Racism big issue in West: Desai
Reacting to the Shilpa controversy, the Booker Prize-winning author says that racism is a harsh reality there. See Pics
Booker Prize winner Kiran Desai on Friday said that racism was a "reality" in the West and could not be wished away.

Reacting to the recent controversy involving Bollywood actress Shilpa Shetty, Desai noted that though efforts are on to promote multiculturalism in the West, racism was still an "enormous issue".
The author, whose Booker Prize-winning book The Inheritance of Loss itself deals with the dilemma of an immigrant caught between the two cultures of origin and living, recalled that when she was declared as the winner, some people commented "another Indian". "This has an underlying racist tone," she noted.
Asked about her life after the prize, Desai said that she "realised that now all the time I am talking and travelling.... much different from the pre-Booker period of thinking, reading and writing."
"These days I hardly get any time to read," she added.
Desai said though the Booker gives "a stamp of legitimacy" as a writer with instant recognition and helps in the selling of the book, a lot of factors like "luck and chance" are involved in getting the prize.
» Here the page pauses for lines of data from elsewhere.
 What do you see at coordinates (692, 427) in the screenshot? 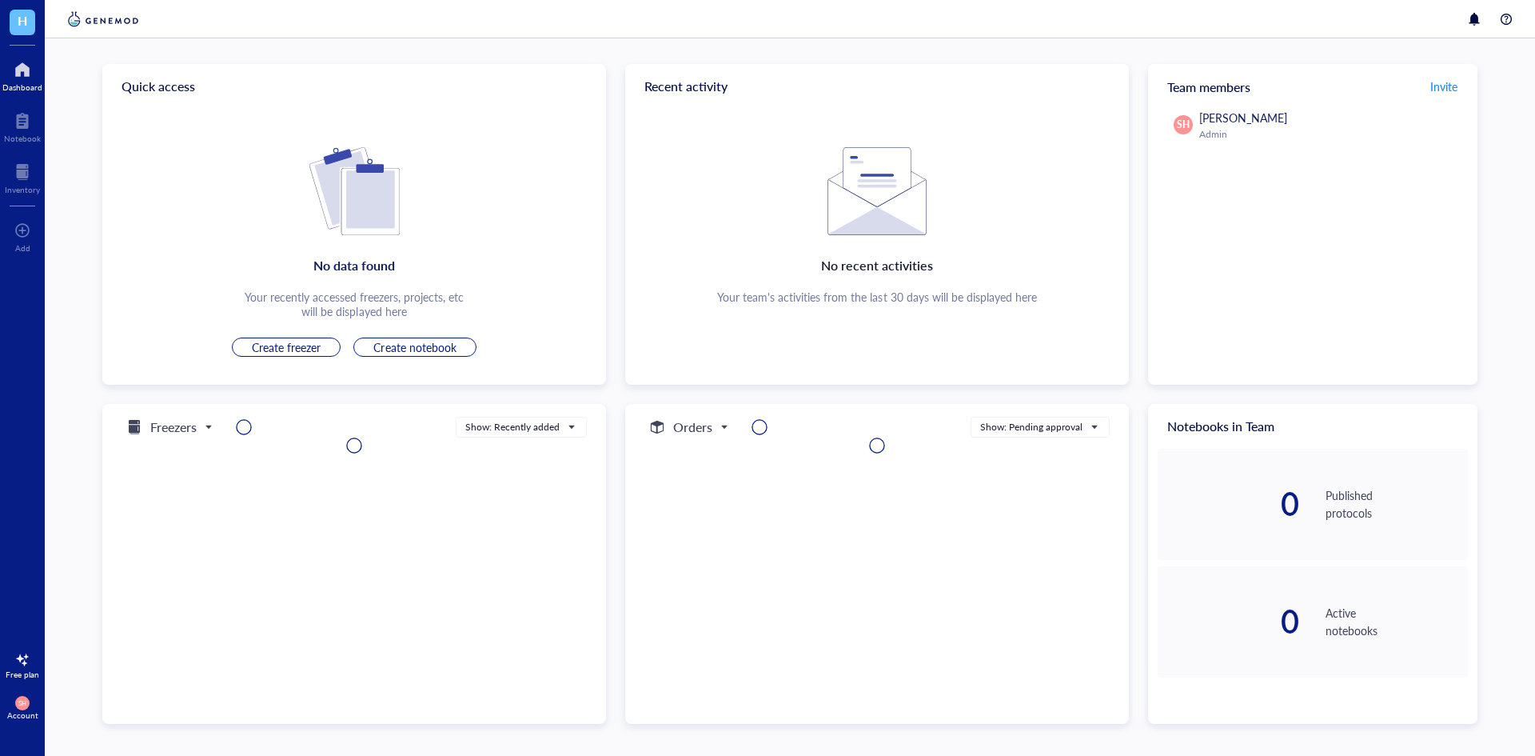
I see `h5: Orders` at bounding box center [692, 427].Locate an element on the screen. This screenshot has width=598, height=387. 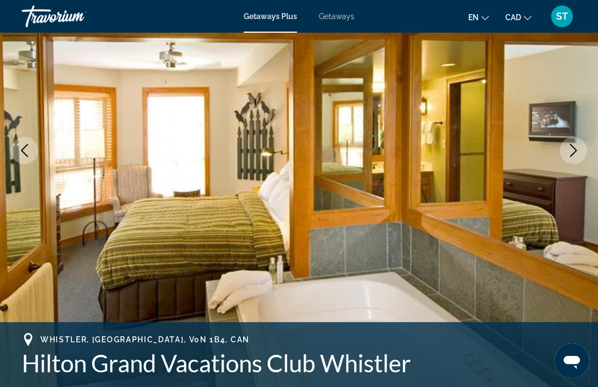
button: Next image is located at coordinates (573, 150).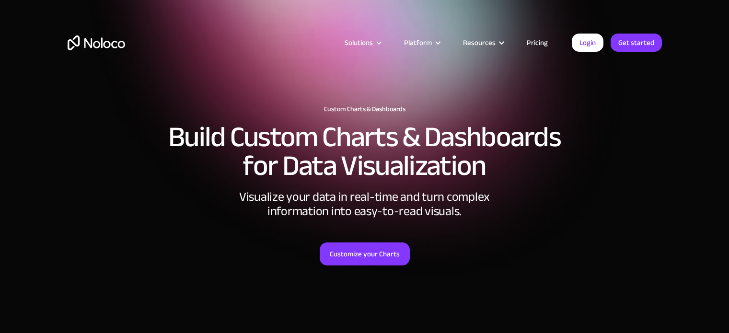 Image resolution: width=729 pixels, height=333 pixels. Describe the element at coordinates (365, 204) in the screenshot. I see `div: Visualize your data in real-time and turn complex information into easy-to-read visuals.` at that location.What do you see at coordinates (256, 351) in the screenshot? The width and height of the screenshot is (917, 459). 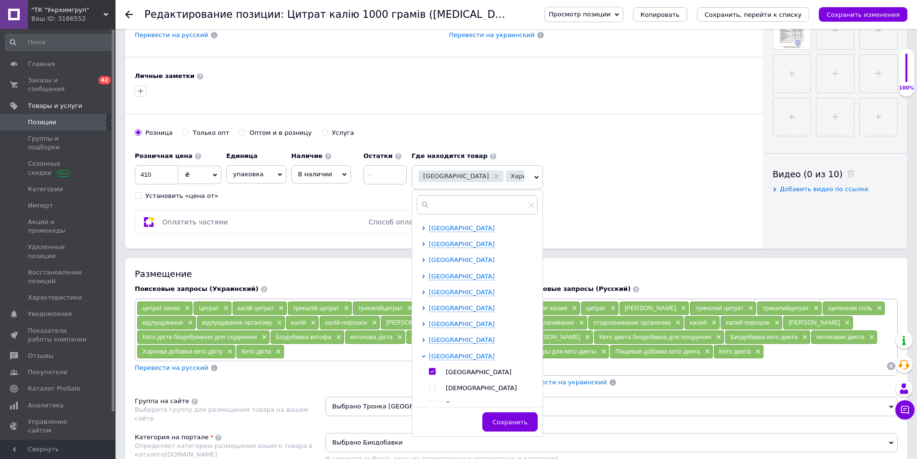 I see `span: Кето дієта` at bounding box center [256, 351].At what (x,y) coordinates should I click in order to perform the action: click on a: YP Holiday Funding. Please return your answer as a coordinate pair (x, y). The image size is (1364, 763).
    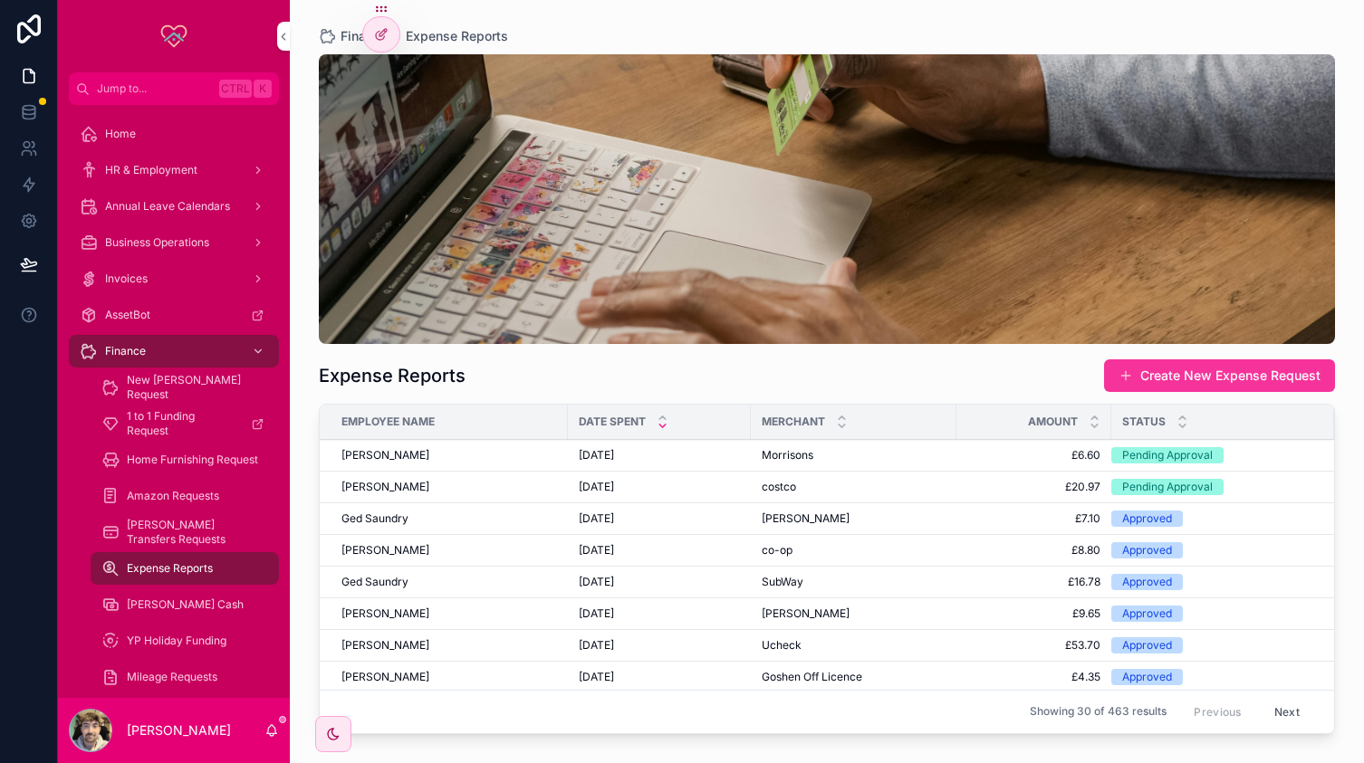
    Looking at the image, I should click on (185, 641).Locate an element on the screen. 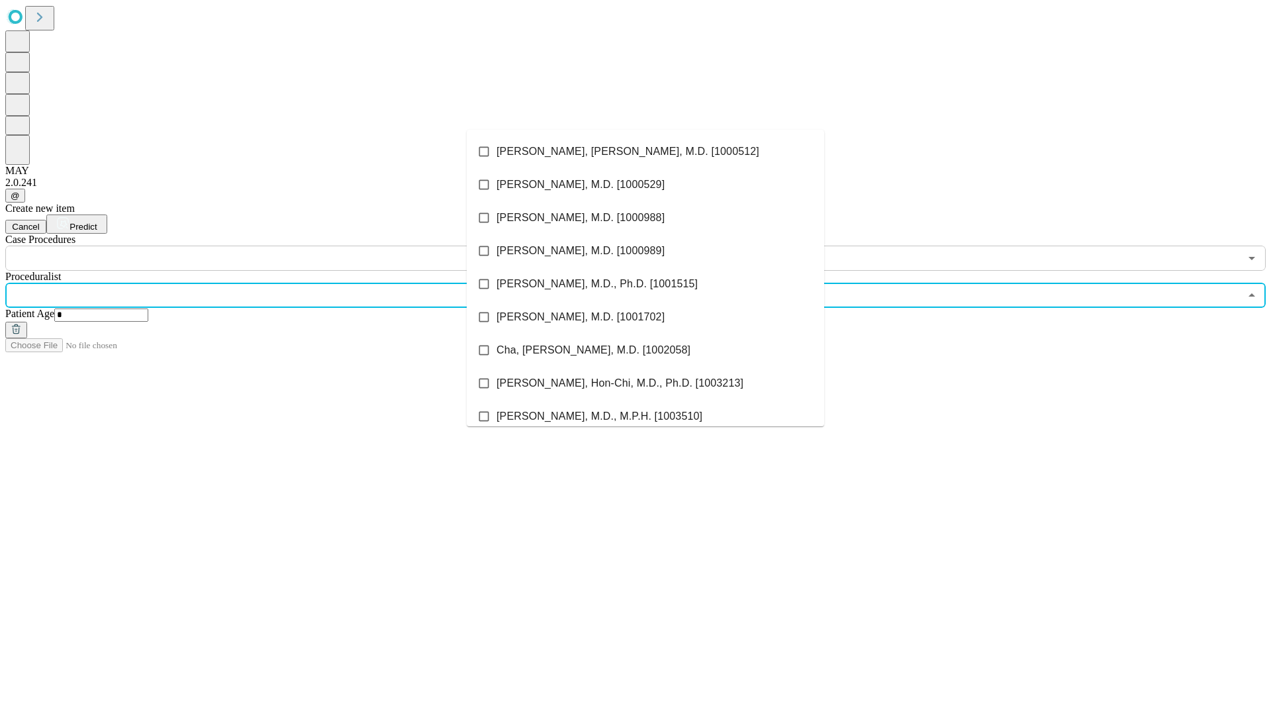 The image size is (1271, 715). span: Scheduled Procedure is located at coordinates (40, 239).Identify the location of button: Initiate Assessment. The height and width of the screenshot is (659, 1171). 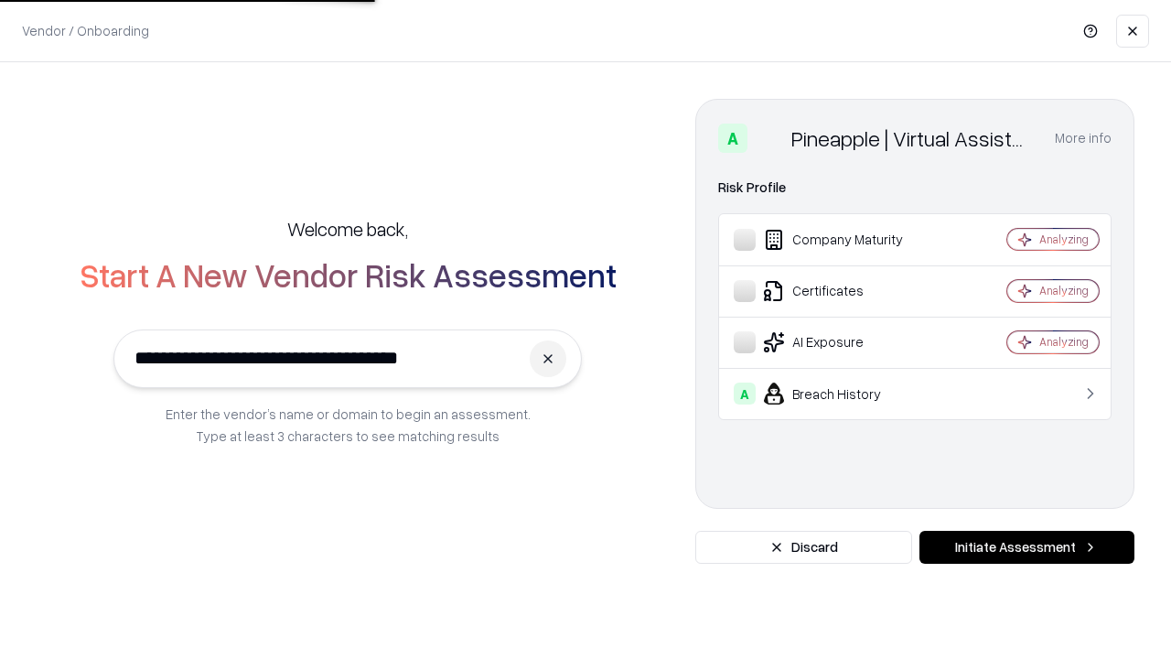
(1026, 547).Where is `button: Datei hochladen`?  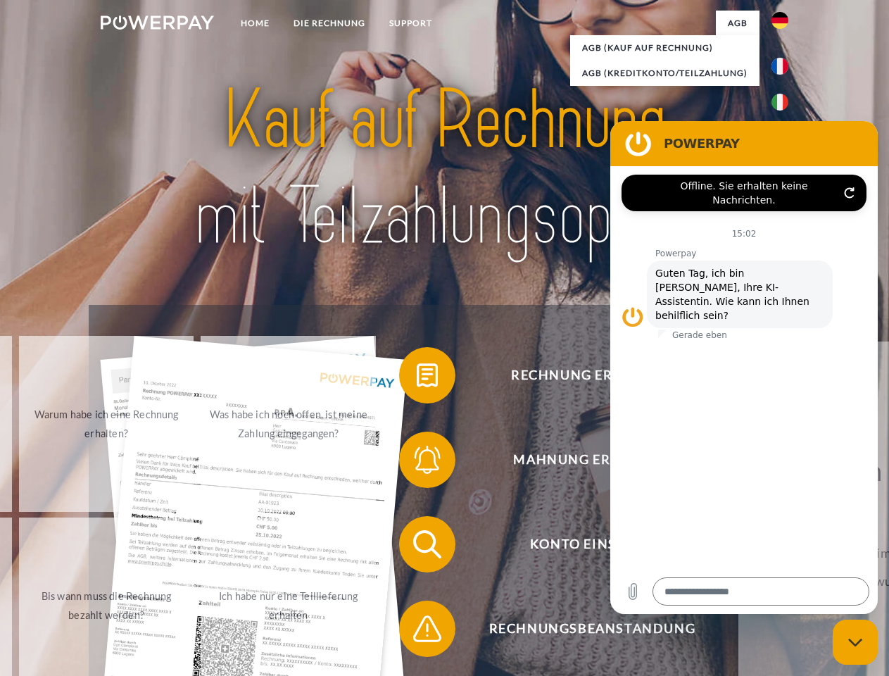 button: Datei hochladen is located at coordinates (23, 470). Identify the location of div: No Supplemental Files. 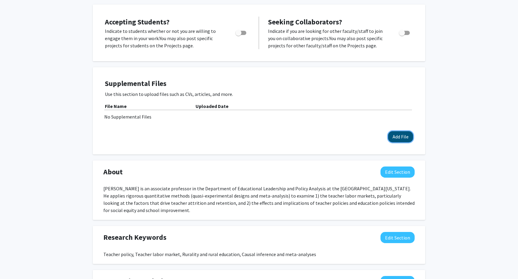
(259, 117).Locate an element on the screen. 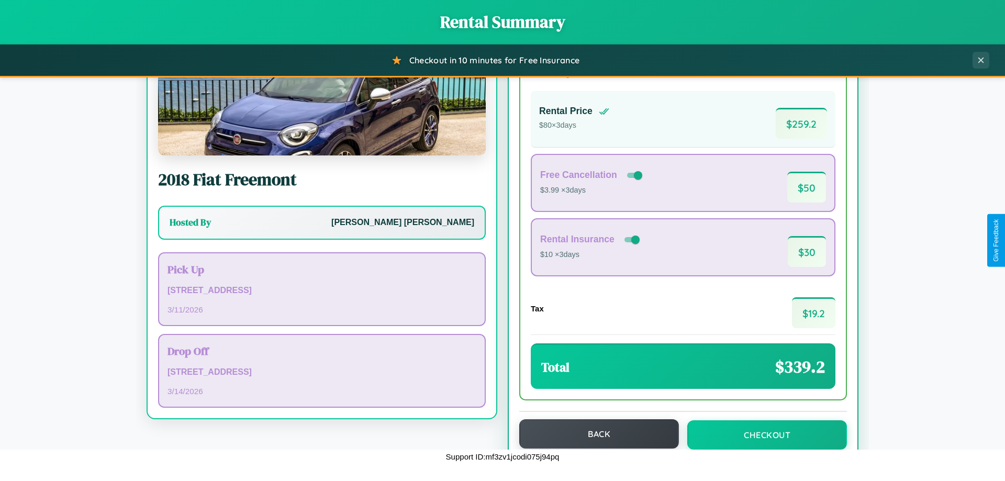 The width and height of the screenshot is (1005, 481). h4: Free Cancellation is located at coordinates (578, 175).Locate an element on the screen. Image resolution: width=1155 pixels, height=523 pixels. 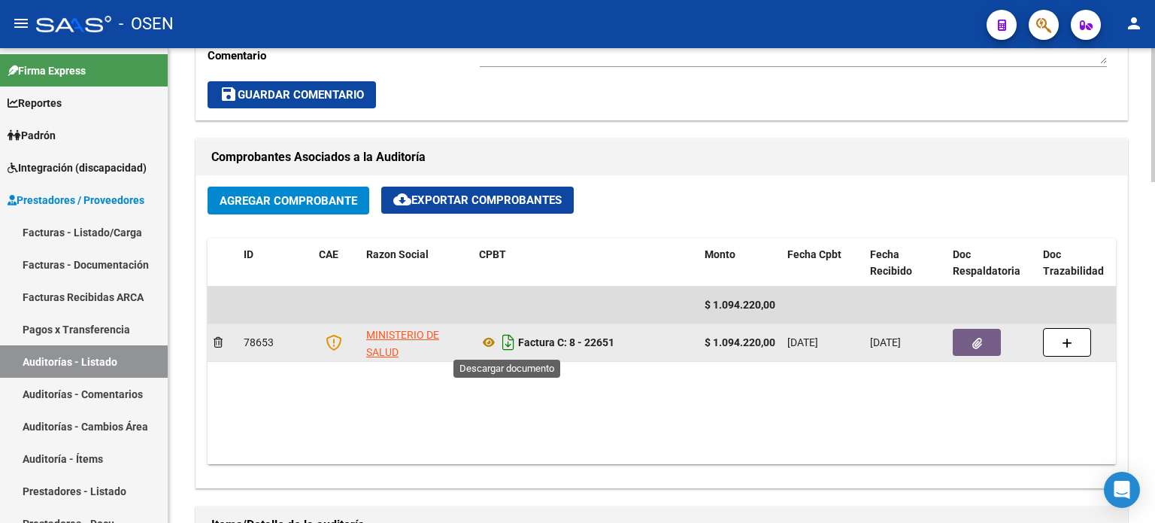
span: CPBT is located at coordinates (493, 254).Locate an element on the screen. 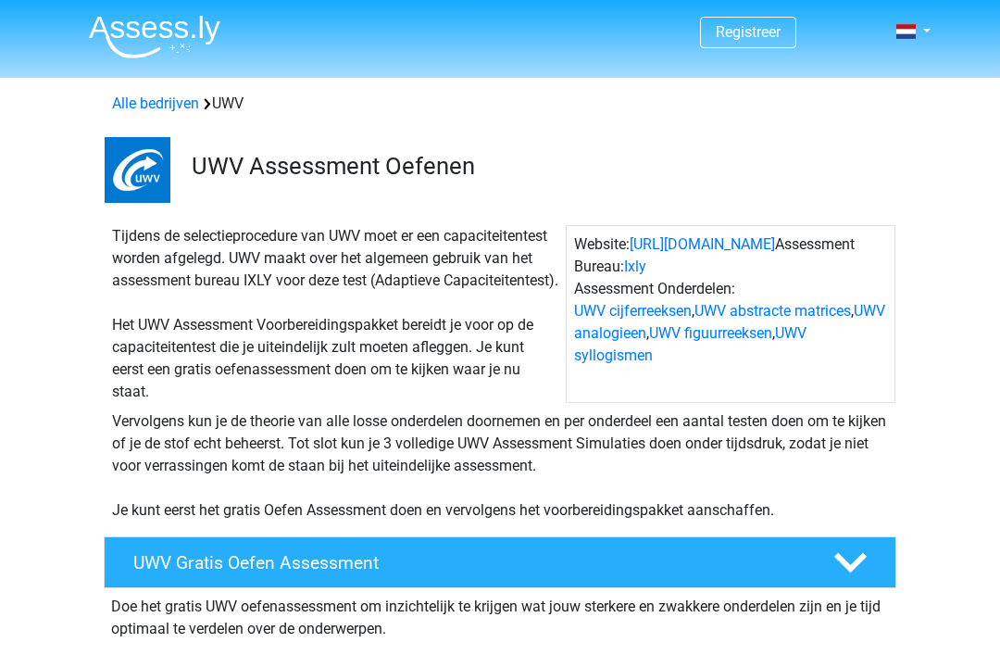 Image resolution: width=1000 pixels, height=655 pixels. div: UWV is located at coordinates (500, 104).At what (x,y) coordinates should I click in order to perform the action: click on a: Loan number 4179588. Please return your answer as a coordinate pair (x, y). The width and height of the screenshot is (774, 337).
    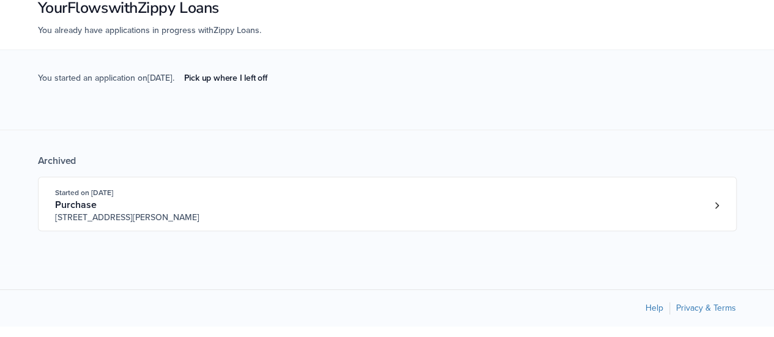
    Looking at the image, I should click on (717, 206).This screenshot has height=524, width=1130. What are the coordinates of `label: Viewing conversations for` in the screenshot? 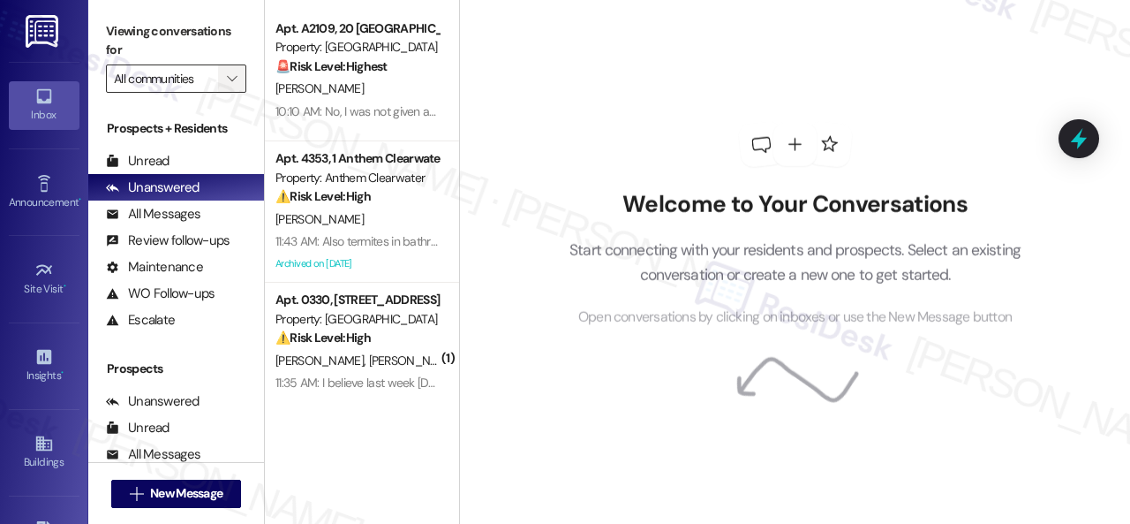 It's located at (176, 41).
"Good writing does not come from prizes, but the prizes helps in getting legitimacy and recognition to the author and the work," she said, adding that she believed that her closeness and genes of her mother, renowned writer mother Anita Desai, played a significant role in her evolution as a writer.
Noting that writing the book brought her "much close to India," she promised that she would frequently visit her roots to understand today's India closely.